Rejoice ye now, dear Christians all,
And let us leap for joy,
And dare with trustful, loving hearts,
Our praises to employ,
And sing what God hath shown to man,
His sweet and wondrous deed,
And tell how dearly He hath won. etc.
The full tone of a powerful, fresh, often uncouth, but very tender
popular ballad no other writer of the time displayed like Luther.
And whilst seeking to compose or re-arrange hymns for congregational
use in church, he now busied himself with the Psalter, paraphrasing
its contents in an evangelical spirit and in German metre.
Thus now, early in 1524, there appeared at Wittenberg the first
German hymn-book, consisting at first, of only eight hymns, about
half of them, such as that beginning _Nun freut euch_, being
original compositions of Luther, and three others adapted from the
Psalms. In the course of the same year he brought out a further
collection of twenty hymns, written by himself for the evangelical
congregation there: among these is the one on the Brussels martyrs.
It was, in fact, the year in which German hymnody was born. Luther
soon found the coadjutors he had wished for.

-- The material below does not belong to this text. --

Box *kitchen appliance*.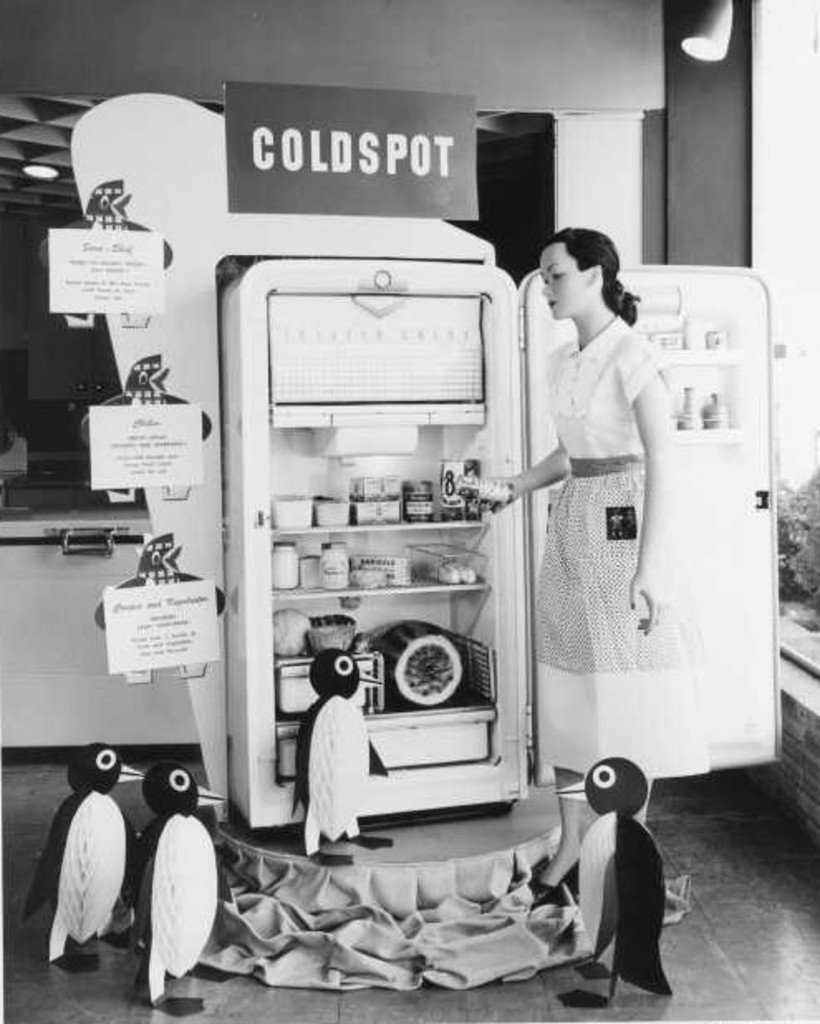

These twenty-four hymns by Luther were followed in after years by
only twelve more from his own pen, among the latter being his grand
hymn, _Ein' feste Burg ist unser Gott_, written probably in
1527. Of these later compositions, comparatively few expressed
entirely his own ideas; most of them had reference to subjects
already in the possession and use of the Christian world, and of
German Christians in particular; that is to say, some referred to
the Psalms and other portions of the Bible, others to parts of the
Catechism, others again to short German ballads, sung by the people,
and even to old Latin hymns. In all of them he was governed by a
strict regard to what was both purely evangelical, and also suitable
for the common worship of God. And yet they differ widely, one from
another, in the poetical form and manner in which he now gives
utterance to the longings of the heart for God, now seeks to clothe
in verse suited for congregational singing words of belief and
doctrine, now keeps closely to his immediate subject, now vents his
emotions freely in Christian sentiments and poetical form, as for
example in _Ein' feste Burg_, the most sublime and powerful
production of them all.
The new hymns went forth in town and country, in churches and homes,
throughout the land. Often, far more than any sermons could have
done, they brought home to ears and hearts the Word of evangelical
truth. They became weapons of war, as well as means of edification
and comfort.
In his preface to a small collection of songs, which Luther had
published in the same year, he remarks: 'I am not of opinion that
the gospel should be employed to strike down and destroy all the
arts, as certain high ecclesiastics would have it. I would rather
that all the arts, and especially music, should be employed in the
service of Him who has created them and given them to man.' What he
says here about music and poetry, he applied equally to all
departments of knowledge. He saw art and learning now menaced by
wrong-minded enthusiasts. For this reason he was particularly
anxious that they should be cultivated in the schools.